Francis Almendárez’ exhibition, rhythm and (p)leisure, is part of his ongoing investigation into the fruit and labor of working-class people, specifically of Central American and Caribbean diasporas. Almendárez’ work attempts to confront and unpack the legacy and histories of exploitation, precarity, unemployment, homelessness, dislocation, and debt specific to these diasporas. Drawing on his unique personal history as the descendant of intergenerational migrant agricultural workers, Almendárez inverts and reclaims established dialogues and negative depictions of these communities. The work brings both physical labor and cultural production into the foreground, blurring the line between work and play/leisure.

Francis Almendárez is an interdisciplinary artist, filmmaker, and educator that traverses the intersections of history, (auto)ethnography, and the arts. Using them as tools to address memory and trauma, he attempts to unpack and reconstruct identity, specifically of im/migrant, queer, working-class bodies of Central America, the Caribbean, and their diasporas. Almendárez has participated in exhibitions, screenings, and performances in the US and abroad. Recent shows including rhythm and (p)leisure, Artpace, San Antonio, TX; The Potential Wanderer, The Reading Room, Dallas, TX; Sisyphus, Ver.20.18, National Taiwan Museum of Fine Arts, Taichung, Taiwan; and Voices of Our Mothers: Transcending Time and Distance, Houston Center for Photography, Houston, TX. He is the recipient of a Houston Artadia Award, and the Carol Crow Memorial Fellowship from Houston Center for Photography.

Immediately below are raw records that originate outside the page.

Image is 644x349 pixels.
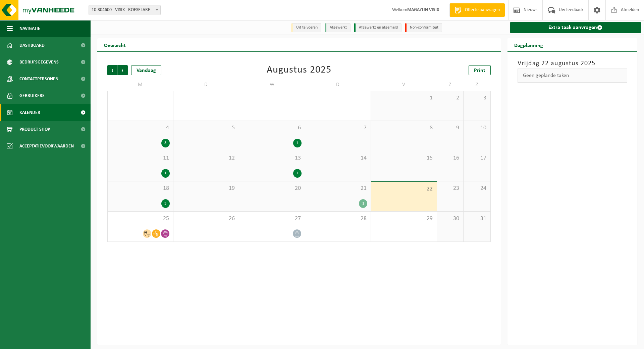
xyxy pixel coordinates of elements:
strong: MAGAZIJN VISIX [407,7,439,13]
span: 27 [242,215,302,222]
span: 3 [467,94,487,101]
span: 18 [111,184,170,192]
span: 31 [467,215,487,222]
span: 11 [111,155,170,162]
span: Gebruikers [20,87,44,104]
div: 1 [359,199,367,208]
a: Extra taak aanvragen [509,22,641,33]
span: 24 [467,184,487,192]
span: 5 [177,124,236,131]
li: Afgewerkt en afgemeld [354,24,401,33]
span: Print [473,68,485,73]
td: Z [463,79,490,90]
span: Kalender [20,104,41,121]
span: Navigatie [20,20,41,37]
span: 22 [374,185,434,193]
span: 21 [308,184,368,192]
span: 23 [440,184,460,192]
span: 17 [467,155,487,162]
span: 20 [242,184,302,192]
span: Volgende [117,65,127,75]
span: 8 [374,124,434,131]
a: Print [468,65,490,75]
span: 4 [111,124,170,131]
div: Augustus 2025 [266,65,331,75]
td: V [370,79,437,90]
span: 6 [242,124,302,131]
span: Offerte aanvragen [463,6,501,14]
div: Geen geplande taken [518,69,627,82]
span: 10-304600 - VISIX - ROESELARE [89,5,160,14]
td: D [173,79,239,90]
h2: Overzicht [98,38,133,52]
li: Afgewerkt [324,24,350,33]
li: Uit te voeren [291,24,322,33]
span: 29 [374,215,434,222]
span: 25 [111,215,170,222]
span: Vorige [107,65,117,75]
div: Vandaag [131,65,162,75]
span: 2 [440,94,460,101]
span: Product Shop [20,121,50,137]
span: 12 [177,155,236,162]
td: Z [437,79,463,90]
span: Contactpersonen [20,71,59,87]
td: W [239,79,305,90]
span: Dashboard [20,37,44,53]
span: Bedrijfsgegevens [20,53,59,71]
div: 1 [293,169,302,177]
h2: Dagplanning [508,38,549,52]
div: 3 [162,138,170,147]
td: M [107,79,173,90]
span: 10-304600 - VISIX - ROESELARE [89,5,161,15]
span: 15 [374,155,434,162]
li: Non-conformiteit [405,24,442,33]
h3: Vrijdag 22 augustus 2025 [518,59,627,69]
span: 16 [440,155,460,162]
div: 1 [293,138,302,147]
span: 30 [440,215,460,222]
span: 14 [308,155,368,162]
span: 9 [440,124,460,131]
span: 26 [177,215,236,222]
span: Acceptatievoorwaarden [20,137,74,155]
span: 1 [374,94,434,101]
div: 1 [162,169,170,177]
span: 28 [308,215,368,222]
span: 19 [177,184,236,192]
div: 3 [162,199,170,208]
td: D [305,79,371,90]
a: Offerte aanvragen [449,4,505,17]
span: 10 [467,124,487,131]
span: 7 [308,124,368,131]
span: 13 [242,155,302,162]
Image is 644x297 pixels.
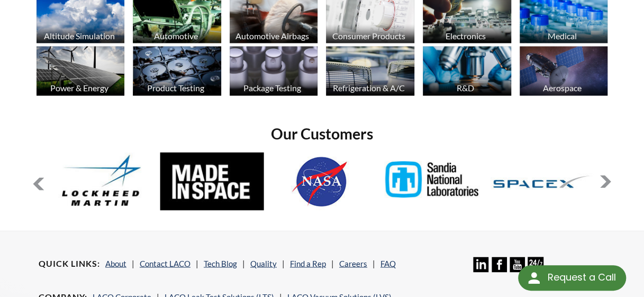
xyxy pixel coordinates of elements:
[271,152,374,210] img: NASA.jpg
[421,31,510,41] div: Electronics
[324,82,413,93] div: Refrigeration & A/C
[251,258,277,268] a: Quality
[547,265,616,290] div: Request a Call
[423,46,511,95] img: industry_R_D_670x376.jpg
[160,152,264,210] img: MadeInSpace.jpg
[518,31,607,41] div: Medical
[35,82,124,93] div: Power & Energy
[105,258,126,268] a: About
[525,269,542,286] img: round button
[421,82,510,93] div: R&D
[518,82,607,93] div: Aerospace
[131,31,220,41] div: Automotive
[423,46,511,99] a: R&D
[290,258,326,268] a: Find a Rep
[228,31,317,41] div: Automotive Airbags
[230,46,318,99] a: Package Testing
[131,82,220,93] div: Product Testing
[36,46,125,99] a: Power & Energy
[381,258,396,268] a: FAQ
[490,152,594,210] img: SpaceX.jpg
[39,258,100,269] h4: Quick Links
[340,258,367,268] a: Careers
[230,46,318,95] img: industry_Package_670x376.jpg
[326,46,415,95] img: industry_HVAC_670x376.jpg
[32,124,612,144] h2: Our Customers
[326,46,415,99] a: Refrigeration & A/C
[36,46,125,95] img: industry_Power-2_670x376.jpg
[133,46,222,95] img: industry_ProductTesting_670x376.jpg
[50,152,154,210] img: Lockheed-Martin.jpg
[133,46,222,99] a: Product Testing
[35,31,124,41] div: Altitude Simulation
[518,265,626,290] div: Request a Call
[140,258,191,268] a: Contact LACO
[520,46,608,95] img: Artboard_1.jpg
[380,152,484,210] img: Sandia-Natl-Labs.jpg
[324,31,413,41] div: Consumer Products
[228,82,317,93] div: Package Testing
[204,258,237,268] a: Tech Blog
[520,46,608,99] a: Aerospace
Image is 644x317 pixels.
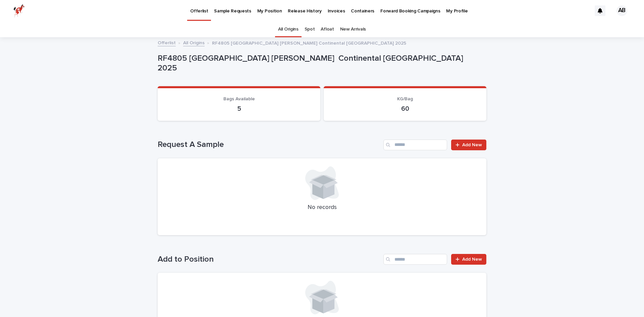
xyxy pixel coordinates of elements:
[383,140,447,150] input: Search
[212,39,406,46] p: RF4805 [GEOGRAPHIC_DATA] [PERSON_NAME] Continental [GEOGRAPHIC_DATA] 2025
[462,257,482,262] span: Add New
[166,204,478,212] p: No records
[278,21,299,37] a: All Origins
[451,254,486,265] a: Add New
[616,6,627,16] div: AB
[397,97,413,101] span: KG/Bag
[183,39,204,46] a: All Origins
[157,254,381,264] h1: Add to Position
[331,104,478,113] p: 60
[157,54,483,73] p: RF4805 [GEOGRAPHIC_DATA] [PERSON_NAME] Continental [GEOGRAPHIC_DATA] 2025
[320,21,334,37] a: Afloat
[340,21,366,37] a: New Arrivals
[157,39,176,46] a: Offerlist
[305,21,315,37] a: Spot
[157,140,381,150] h1: Request A Sample
[13,4,25,17] img: zttTXibQQrCfv9chImQE
[383,254,447,265] input: Search
[451,140,486,150] a: Add New
[166,104,312,113] p: 5
[462,142,482,147] span: Add New
[223,97,255,101] span: Bags Available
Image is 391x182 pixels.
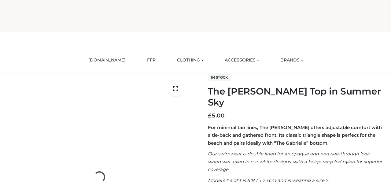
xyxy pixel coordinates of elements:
[208,112,212,119] span: £
[208,74,231,81] span: In stock
[276,53,307,67] a: BRANDS
[220,53,263,67] a: ACCESSORIES
[208,124,382,146] strong: For minimal tan lines, The [PERSON_NAME] offers adjustable comfort with a tie-back and gathered f...
[208,86,384,108] h1: The [PERSON_NAME] Top in Summer Sky
[142,53,160,67] a: FFP
[208,151,382,172] em: Our swimwear is double lined for an opaque and non-see-through look when wet, even in our white d...
[208,112,225,119] bdi: 5.00
[172,53,208,67] a: CLOTHING
[84,53,130,67] a: [DOMAIN_NAME]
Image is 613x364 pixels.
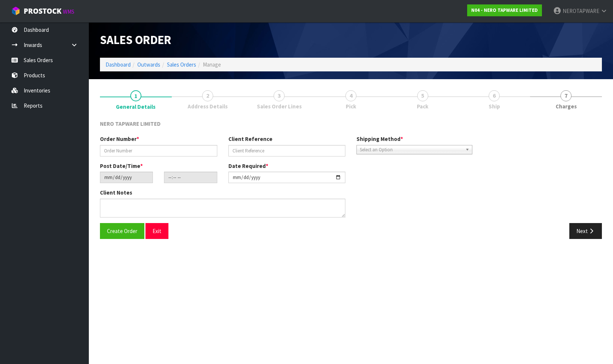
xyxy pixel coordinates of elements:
input: Order Number [100,145,217,156]
a: Outwards [137,61,160,68]
span: Manage [203,61,221,68]
label: Post Date/Time [100,162,143,170]
span: Pack [417,103,428,110]
label: Order Number [100,135,139,143]
img: cube-alt.png [11,6,20,16]
span: 2 [202,91,213,101]
button: Exit [146,223,168,239]
span: 4 [346,91,356,101]
button: Create Order [100,223,144,239]
span: NERO TAPWARE LIMITED [100,120,161,127]
small: WMS [63,8,75,15]
span: 1 [130,91,141,101]
span: ProStock [23,6,62,16]
span: Ship [489,103,500,110]
label: Shipping Method [356,135,403,143]
a: Dashboard [106,61,131,68]
span: Sales Order [100,32,171,48]
span: NEROTAPWARE [563,7,599,14]
span: Charges [555,103,577,110]
span: Address Details [188,103,228,110]
span: 7 [561,91,571,101]
span: Pick [346,103,356,110]
span: General Details [116,103,155,110]
label: Client Reference [228,135,272,143]
span: General Details [100,114,602,244]
label: Date Required [228,162,268,170]
strong: N04 - NERO TAPWARE LIMITED [471,7,538,13]
span: 5 [417,91,428,101]
span: 3 [274,91,284,101]
a: Sales Orders [167,61,196,68]
span: Sales Order Lines [257,103,302,110]
span: Create Order [107,228,137,234]
span: Select an Option [360,146,463,154]
button: Next [569,223,602,239]
input: Client Reference [228,145,346,156]
label: Client Notes [100,189,132,196]
span: 6 [489,91,499,101]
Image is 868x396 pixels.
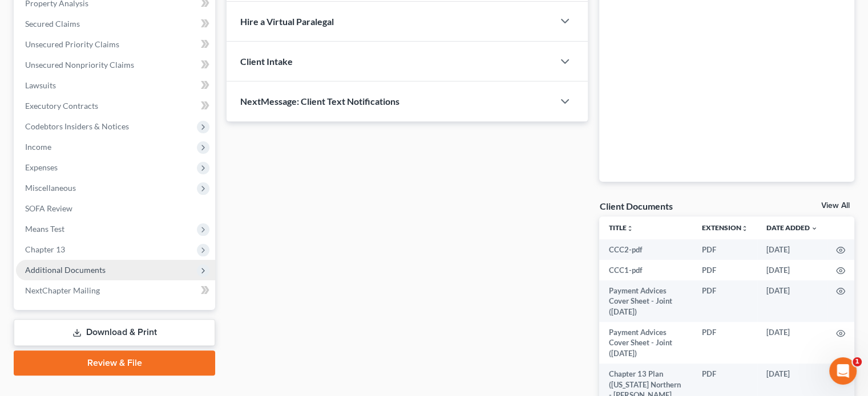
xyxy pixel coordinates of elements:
[693,322,757,364] td: PDF
[626,226,633,232] i: unfold_more
[13,351,215,376] a: Review & File
[599,240,693,260] td: CCC2-pdf
[25,286,100,296] span: NextChapter Mailing
[599,260,693,281] td: CCC1-pdf
[599,281,693,322] td: Payment Advices Cover Sheet - Joint ([DATE])
[821,202,849,210] a: View All
[25,39,119,49] span: Unsecured Priority Claims
[757,322,827,364] td: [DATE]
[757,281,827,322] td: [DATE]
[240,56,292,67] span: Client Intake
[757,240,827,260] td: [DATE]
[757,260,827,281] td: [DATE]
[829,358,856,385] iframe: Intercom live chat
[16,55,215,75] a: Unsecured Nonpriority Claims
[25,101,98,111] span: Executory Contracts
[16,199,215,219] a: SOFA Review
[25,59,134,69] span: Unsecured Nonpriority Claims
[767,224,817,232] a: Date Added expand_more
[702,224,748,232] a: Extensionunfold_more
[16,281,215,301] a: NextChapter Mailing
[16,75,215,96] a: Lawsuits
[25,265,106,275] span: Additional Documents
[25,224,65,234] span: Means Test
[240,96,400,107] span: NextMessage: Client Text Notifications
[25,122,129,131] span: Codebtors Insiders & Notices
[25,19,80,28] span: Secured Claims
[693,281,757,322] td: PDF
[25,183,76,193] span: Miscellaneous
[13,320,215,346] a: Download & Print
[16,96,215,116] a: Executory Contracts
[16,13,215,35] a: Secured Claims
[25,81,56,90] span: Lawsuits
[16,35,215,55] a: Unsecured Priority Claims
[693,260,757,281] td: PDF
[599,322,693,364] td: Payment Advices Cover Sheet - Joint ([DATE])
[693,240,757,260] td: PDF
[741,226,748,232] i: unfold_more
[25,162,58,172] span: Expenses
[25,203,73,213] span: SOFA Review
[25,142,52,152] span: Income
[599,200,673,212] div: Client Documents
[811,226,817,232] i: expand_more
[853,358,862,367] span: 1
[25,245,65,254] span: Chapter 13
[609,224,633,232] a: Titleunfold_more
[240,16,334,27] span: Hire a Virtual Paralegal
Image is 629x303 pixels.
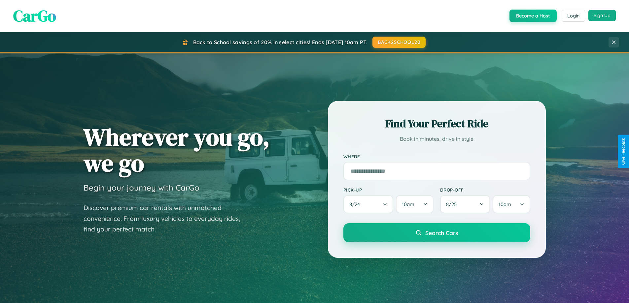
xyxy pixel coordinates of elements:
button: 10am [396,195,433,214]
button: BACK2SCHOOL20 [372,37,425,48]
span: 10am [402,201,414,208]
span: 10am [498,201,511,208]
span: Back to School savings of 20% in select cities! Ends [DATE] 10am PT. [193,39,367,46]
span: CarGo [13,5,56,27]
button: Search Cars [343,223,530,243]
label: Drop-off [440,187,530,193]
p: Discover premium car rentals with unmatched convenience. From luxury vehicles to everyday rides, ... [83,203,248,235]
h2: Find Your Perfect Ride [343,116,530,131]
button: Sign Up [588,10,615,21]
button: 8/24 [343,195,393,214]
span: Search Cars [425,229,458,237]
span: 8 / 24 [349,201,363,208]
div: Give Feedback [621,138,625,165]
span: 8 / 25 [446,201,460,208]
button: 8/25 [440,195,490,214]
button: Login [561,10,585,22]
label: Where [343,154,530,159]
button: 10am [492,195,530,214]
button: Become a Host [509,10,556,22]
p: Book in minutes, drive in style [343,134,530,144]
h3: Begin your journey with CarGo [83,183,199,193]
label: Pick-up [343,187,433,193]
h1: Wherever you go, we go [83,124,270,176]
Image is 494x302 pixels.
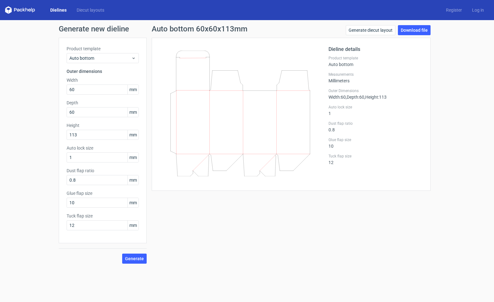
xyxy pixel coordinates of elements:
div: 10 [329,137,423,149]
label: Width [67,77,139,83]
h2: Dieline details [329,46,423,53]
span: mm [128,175,139,185]
a: Download file [398,25,431,35]
a: Log in [467,7,489,13]
label: Product template [329,56,423,61]
a: Generate diecut layout [346,25,395,35]
div: 12 [329,154,423,165]
label: Measurements [329,72,423,77]
label: Tuck flap size [67,213,139,219]
h1: Generate new dieline [59,25,436,33]
span: mm [128,198,139,207]
span: mm [128,221,139,230]
span: mm [128,130,139,139]
div: 1 [329,105,423,116]
label: Auto lock size [67,145,139,151]
label: Glue flap size [329,137,423,142]
span: mm [128,107,139,117]
label: Dust flap ratio [329,121,423,126]
label: Auto lock size [329,105,423,110]
label: Height [67,122,139,128]
h3: Outer dimensions [67,68,139,74]
label: Tuck flap size [329,154,423,159]
label: Outer Dimensions [329,88,423,93]
a: Diecut layouts [72,7,109,13]
span: , Depth : 60 [346,95,364,100]
span: Auto bottom [69,55,131,61]
label: Glue flap size [67,190,139,196]
span: Width : 60 [329,95,346,100]
h1: Auto bottom 60x60x113mm [152,25,248,33]
button: Generate [122,253,147,264]
div: Millimeters [329,72,423,83]
span: , Height : 113 [364,95,387,100]
label: Product template [67,46,139,52]
span: Generate [125,256,144,261]
a: Register [441,7,467,13]
div: 0.8 [329,121,423,132]
span: mm [128,153,139,162]
div: Auto bottom [329,56,423,67]
label: Depth [67,100,139,106]
label: Dust flap ratio [67,167,139,174]
a: Dielines [45,7,72,13]
span: mm [128,85,139,94]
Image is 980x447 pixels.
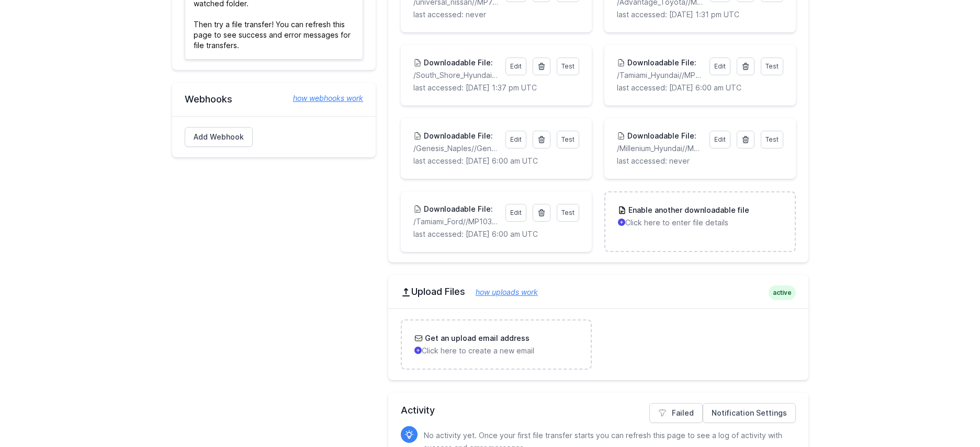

He has also been a participant of the Artpace International Artist-in-Residence program, and the Institute of Contemporary Art Moscow Summer School. Writing on his work has been featured in publications including D Magazine, spot Magazine, Artforum, ARTNEWS, Glasstire, Y.ES Contemporary, and The Dallas Morning News among others. Almendárez was born and raised in Los Angeles, CA and is currently living and working in Houston, TX where he is a Visiting Lecturer at the University of Houston School of Art. He received his MFA in Fine Art (with Distinction) from Goldsmiths, University of London and BFA in Sculpture/New Genres from Otis College of Art and Design.​

francisalmendarez.com

Click here to download a PDF that includes the exhibition checklist and artist’s resume.

This exhibition was originally commissioned and produced by Artpace, San Antonio with the support of Artadia: The Fund for Art and Dialogue.

Composite view of rhythm and (p)leisure, 2014/2019, 36:33 TRT 8-Channel video installation: HD projectors, CRT monitors, media players, stereo sound, wooden pallets, wooden crates, discarded clothes, portable work lights; installation dimensions variable. Sound Design and Editing by Anthony Almendárez.

Artist Acknowledgements

I am extremely grateful to all the participants, performers, collaborators, and assistants involved in this project, without whom this work would not be possible.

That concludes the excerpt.